February 17, 2006: Politics trumps economics
I argued yesterday that both parties are capitalist parties, advocating competing strategies for dominating the working class. Democrats, favoring corporatism, dominated during the period of rapid economic growth from WWII to Vietnam. Republicans, favoring old-fashioned slash-and-burn class struggle, have dominated during the so-called "crisis of profitability" which began at the end of the Vietnam era and became urgent around 1978.
It's interesting that on the surface of things, the foreign policy strategies which prevailed during these two periods appear to be flipped. Let me explain.
During the period of the postwar boom in which the Democratic Party dominated domestically, American foreign policy was driven by alliances with reactionary, often pre-Capitalist ruling classes throughout the Third World. Whereas, in the period of Republican Party ascendency at home, U.S. foreign policy strategy abandoned the pre-Capitalist Third World oligarchs, allying instead with local bourgeoisies which implemented parliamentary political systems. It appears that domestic and foreign policy strategies were inverted. When liberal Democrats ruled at home, American foreign policy allied with extreme reactionaries abroad. When conservative Republicans ruled at home, our foreign policy has been to ally with liberal democratic elements abroad.
One reason this seeming paradox intrigues and amuses me is that it contradicts in a rather obvious way the vulgar Marxist analysis of Imperialism which prevailed among the far left during the '70s. I grew up politically hearing over and over again that Imperialism allied with vicious dictatorial regimes because it was in Imperialism's "economic self-interest" to do so. For the unfettered extraction of raw materials, I suppose. All of which was daft nonsense. Imperialism never particularly extracted significant quantities of raw materials from the Third World. Before the '80s Imperialism really didn't have much economic involvement with the Third World at all. Alliances with Third World pre-Capitalist dictatorial oligarchies such as the Latin American latifundists were in fact directly contrary to Imperialist economic self-interest, which lies in free trade, the penetration of market relationships into the countrysides, the breakup of latifundia and other pre-Capitalist economic survivals, the free movement of capital internationally, and so on. Imperialism's postwar alliance with Third World dictatorship directly contradicts Imperialism's own economic self interest. As if thumbing its nose at our vulgarizers, Imperialism did it anyway.
Why? Because the dictators promised to eradicate local Communisms. Imperialism was willing to sacrifice its economic interests because the dominant Imperialist strategists felt that their Cold War political interests were more urgent.
Naturally there was a struggle, or maybe it would be better to say, a contest, between competing strategies. How many times did capitalism's leading think tanks develop ambitious plans for democratization, land reform, free trade, specifically as a means of undercutting the popular appeal of Soviet "socialism" among the masses of Third World poor? Lots: it came up every few years. Within the foreign policy apparatus of the state and within the various regional and ideological sectors of the capitalist class the debate was continual. During the Cold War the foreign policy reactionaries were able to dominate by arguing that the conflict with the reds outweighed other concerns. After the Cold War, consensus shifted toward liberalization. There are still American reactionaries who would prefer the good old alliances with mass-murdering generals. The capitalist mainstream has shifted against them now that the context has changed.
For Marxism, there's no economic determination of political strategies except in the broadest sense that economies create the classes which come into conflict, their relative weights and dynamics, and so on.
Imperialism did not remove the Taliban government of Afghanistan in order to make an oil pipeline possible. Its reasons were political: a step in its counteroffensive against the Islamic Revolution.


With the pictures excluded, repeat every entry exactly.

▸ **Dataset rows about figures**:
--------------------------------------------------

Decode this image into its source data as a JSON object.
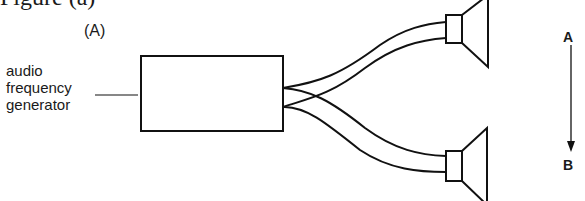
{
  "figure": {
    "caption_partial": "Figure (a)",
    "panel_label": "(A)"
  },
  "generator": {
    "label_lines": [
      "audio",
      "frequency",
      "generator"
    ]
  },
  "direction": {
    "start_label": "A",
    "end_label": "B"
  },
  "speakers": [
    {
      "name": "top-speaker"
    },
    {
      "name": "bottom-speaker"
    }
  ]
}
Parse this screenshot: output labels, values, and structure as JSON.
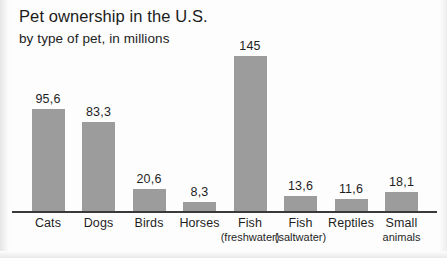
{
  "chart_data": {
    "type": "bar",
    "title": "Pet ownership in the U.S.",
    "subtitle": "by type of pet, in millions",
    "xlabel": "",
    "ylabel": "",
    "ylim": [
      0,
      145
    ],
    "grid": false,
    "legend": null,
    "categories": [
      "Cats",
      "Dogs",
      "Birds",
      "Horses",
      "Fish (freshwater)",
      "Fish (saltwater)",
      "Reptiles",
      "Small animals"
    ],
    "category_lines": [
      [
        "Cats",
        ""
      ],
      [
        "Dogs",
        ""
      ],
      [
        "Birds",
        ""
      ],
      [
        "Horses",
        ""
      ],
      [
        "Fish",
        "(freshwater)"
      ],
      [
        "Fish",
        "(saltwater)"
      ],
      [
        "Reptiles",
        ""
      ],
      [
        "Small",
        "animals"
      ]
    ],
    "values": [
      95.6,
      83.3,
      20.6,
      8.3,
      145,
      13.6,
      11.6,
      18.1
    ],
    "value_labels": [
      "95,6",
      "83,3",
      "20,6",
      "8,3",
      "145",
      "13,6",
      "11,6",
      "18,1"
    ],
    "bar_color": "#9c9c9c",
    "axis_color": "#3a3a3a",
    "text_color": "#1f1f1f",
    "background": "#fdfdfd"
  }
}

--------------------------------------------------

▸ **Solution to the problem**:
Decode this image into its source data as a JSON object.
{
  "figure": {
    "caption_partial": "Figure (a)",
    "panel_label": "(A)"
  },
  "generator": {
    "label_lines": [
      "audio",
      "frequency",
      "generator"
    ]
  },
  "direction": {
    "start_label": "A",
    "end_label": "B"
  },
  "speakers": [
    {
      "name": "top-speaker"
    },
    {
      "name": "bottom-speaker"
    }
  ]
}
Parse this screenshot: output labels, values, and structure as JSON.
{
  "chart_data": {
    "type": "bar",
    "title": "Pet ownership in the U.S.",
    "subtitle": "by type of pet, in millions",
    "xlabel": "",
    "ylabel": "",
    "ylim": [
      0,
      145
    ],
    "grid": false,
    "legend": null,
    "categories": [
      "Cats",
      "Dogs",
      "Birds",
      "Horses",
      "Fish (freshwater)",
      "Fish (saltwater)",
      "Reptiles",
      "Small animals"
    ],
    "category_lines": [
      [
        "Cats",
        ""
      ],
      [
        "Dogs",
        ""
      ],
      [
        "Birds",
        ""
      ],
      [
        "Horses",
        ""
      ],
      [
        "Fish",
        "(freshwater)"
      ],
      [
        "Fish",
        "(saltwater)"
      ],
      [
        "Reptiles",
        ""
      ],
      [
        "Small",
        "animals"
      ]
    ],
    "values": [
      95.6,
      83.3,
      20.6,
      8.3,
      145,
      13.6,
      11.6,
      18.1
    ],
    "value_labels": [
      "95,6",
      "83,3",
      "20,6",
      "8,3",
      "145",
      "13,6",
      "11,6",
      "18,1"
    ],
    "bar_color": "#9c9c9c",
    "axis_color": "#3a3a3a",
    "text_color": "#1f1f1f",
    "background": "#fdfdfd"
  }
}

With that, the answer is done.